Who is Hassen Chalghoumi ?
Hassen Chalghumi is an imam who preaches at a mosque near Paris.
Chalghumi has long enjoyed favorable press for his efforts to foster inter-religious dialogue among Muslims, Christians, and Jews.
Chalghumi has been in the news recently for his views on possible legislation, in France, to prohibit women from wearing a burka in public: he’s in favor.
For Chalghumi, the burka has no basis in Islam or in the Coran. He calls it “a prison for women, a tool of sexist domination and islamist indoctrination.” He says that no woman in his town wears one.
The media attention left me perplexed, because I wasn’t sure what its point was. Is Chalghumi giving voice to mainstream Muslims, who can be in sync with French conservatives like Nicolas Sarkozy? Or is he noteworthy because his seemingly reasonable and certainly republican views are seldom heard in France?
News reports about Chalghoumi sparked twice this past week. On 25 January, an “islamist commando”, 80 members strong, reportedly stormed the mosque –Chalghoumi wasn’t present– caused a disruption, and threatened the imam. On 29 January, at Friday prayers, troublemakers again threatened Chalghoumi, who left the mosque under police protection. Chalghoumi made out complaints to the police.
For their part, persons opposed to Chalghoumi have responded with words, also carried in the media. They take the position that Chalghoumi is not really an imam, just the president of the association that administers the mosque, in other words that his role is administrative rather than spiritual.

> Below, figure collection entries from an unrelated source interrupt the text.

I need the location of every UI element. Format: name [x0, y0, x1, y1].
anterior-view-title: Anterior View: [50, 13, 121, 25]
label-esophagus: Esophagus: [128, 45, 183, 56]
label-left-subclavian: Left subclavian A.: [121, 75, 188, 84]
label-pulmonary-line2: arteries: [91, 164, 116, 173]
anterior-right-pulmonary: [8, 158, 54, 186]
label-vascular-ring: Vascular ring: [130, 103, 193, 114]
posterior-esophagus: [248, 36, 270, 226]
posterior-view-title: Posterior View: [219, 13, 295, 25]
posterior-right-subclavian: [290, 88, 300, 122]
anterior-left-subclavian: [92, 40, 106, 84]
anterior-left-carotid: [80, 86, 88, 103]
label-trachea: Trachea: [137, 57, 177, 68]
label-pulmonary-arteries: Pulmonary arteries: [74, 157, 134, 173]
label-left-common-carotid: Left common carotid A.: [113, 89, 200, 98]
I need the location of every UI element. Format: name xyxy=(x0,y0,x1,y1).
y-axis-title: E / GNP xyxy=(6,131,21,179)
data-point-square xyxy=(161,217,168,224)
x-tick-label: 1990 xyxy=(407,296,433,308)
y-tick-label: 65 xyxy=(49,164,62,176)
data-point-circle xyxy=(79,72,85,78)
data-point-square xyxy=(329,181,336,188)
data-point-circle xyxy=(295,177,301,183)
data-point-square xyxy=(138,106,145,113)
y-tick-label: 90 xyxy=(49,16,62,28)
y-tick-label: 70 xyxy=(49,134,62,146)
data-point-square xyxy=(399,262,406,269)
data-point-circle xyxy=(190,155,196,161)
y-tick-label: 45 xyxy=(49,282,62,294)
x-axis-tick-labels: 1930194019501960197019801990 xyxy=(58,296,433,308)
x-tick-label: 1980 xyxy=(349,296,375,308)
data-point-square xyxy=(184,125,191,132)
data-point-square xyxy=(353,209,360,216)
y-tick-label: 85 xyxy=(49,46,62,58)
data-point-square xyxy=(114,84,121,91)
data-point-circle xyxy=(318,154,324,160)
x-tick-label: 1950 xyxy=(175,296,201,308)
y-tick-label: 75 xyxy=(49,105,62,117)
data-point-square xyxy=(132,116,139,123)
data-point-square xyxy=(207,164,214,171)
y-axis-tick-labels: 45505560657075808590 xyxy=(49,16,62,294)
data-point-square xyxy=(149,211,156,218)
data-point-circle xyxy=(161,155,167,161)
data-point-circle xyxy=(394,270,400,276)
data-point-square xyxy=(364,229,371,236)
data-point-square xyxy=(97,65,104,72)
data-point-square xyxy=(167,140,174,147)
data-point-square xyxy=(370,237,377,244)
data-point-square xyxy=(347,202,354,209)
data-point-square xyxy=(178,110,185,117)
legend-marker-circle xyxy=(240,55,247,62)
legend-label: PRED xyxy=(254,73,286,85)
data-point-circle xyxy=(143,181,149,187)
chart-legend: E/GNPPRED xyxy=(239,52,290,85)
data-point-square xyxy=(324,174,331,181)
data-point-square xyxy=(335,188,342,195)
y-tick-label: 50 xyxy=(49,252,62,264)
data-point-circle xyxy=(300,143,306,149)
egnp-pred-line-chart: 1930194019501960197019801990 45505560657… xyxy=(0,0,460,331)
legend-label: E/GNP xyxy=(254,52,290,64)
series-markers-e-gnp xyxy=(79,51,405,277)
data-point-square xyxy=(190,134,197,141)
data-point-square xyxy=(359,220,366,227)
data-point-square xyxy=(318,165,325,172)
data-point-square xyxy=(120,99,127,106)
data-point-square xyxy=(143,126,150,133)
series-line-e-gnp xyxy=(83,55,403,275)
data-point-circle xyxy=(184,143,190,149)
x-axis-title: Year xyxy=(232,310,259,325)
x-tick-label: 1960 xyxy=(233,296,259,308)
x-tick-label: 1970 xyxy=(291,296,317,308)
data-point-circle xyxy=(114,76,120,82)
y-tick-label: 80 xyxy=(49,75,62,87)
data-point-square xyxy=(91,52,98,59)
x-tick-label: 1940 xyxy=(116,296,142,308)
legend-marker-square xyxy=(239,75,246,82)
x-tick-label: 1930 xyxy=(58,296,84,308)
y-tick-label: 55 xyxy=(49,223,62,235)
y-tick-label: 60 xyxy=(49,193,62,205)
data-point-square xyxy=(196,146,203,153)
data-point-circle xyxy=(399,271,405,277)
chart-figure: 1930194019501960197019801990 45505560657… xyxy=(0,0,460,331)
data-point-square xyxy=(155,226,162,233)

I’m again left perplexed, because I still don’t see what the point is. Are extremists threatening a mild-mannered, tolerant preacher? Or have Chalghoumi’s credentials and leadership been called into question, in a manner akin to a shareholder proxy fight? And if Chalghoumi weren’t qualified as a spiritual leader, where would that leave his comments on the burka or interfaith relations?
One point has been passed over in silence. Hassen Chalghoumi’s Al-Noor (“light”) mosque, recently built, stands in the town of Drancy, north of Paris. I cannot be the only person for whom this name rings a bell: Drancy was home to an internment camp, from which 65,000 French Jews were deported during the war. The collaborationist Vichy government set up the camp in 1941; an SS officer named Alois Brunner took control in 1943. Brunner was tried, in absentia, for crimes against humanity, for which he was found guilty in France, in 2001.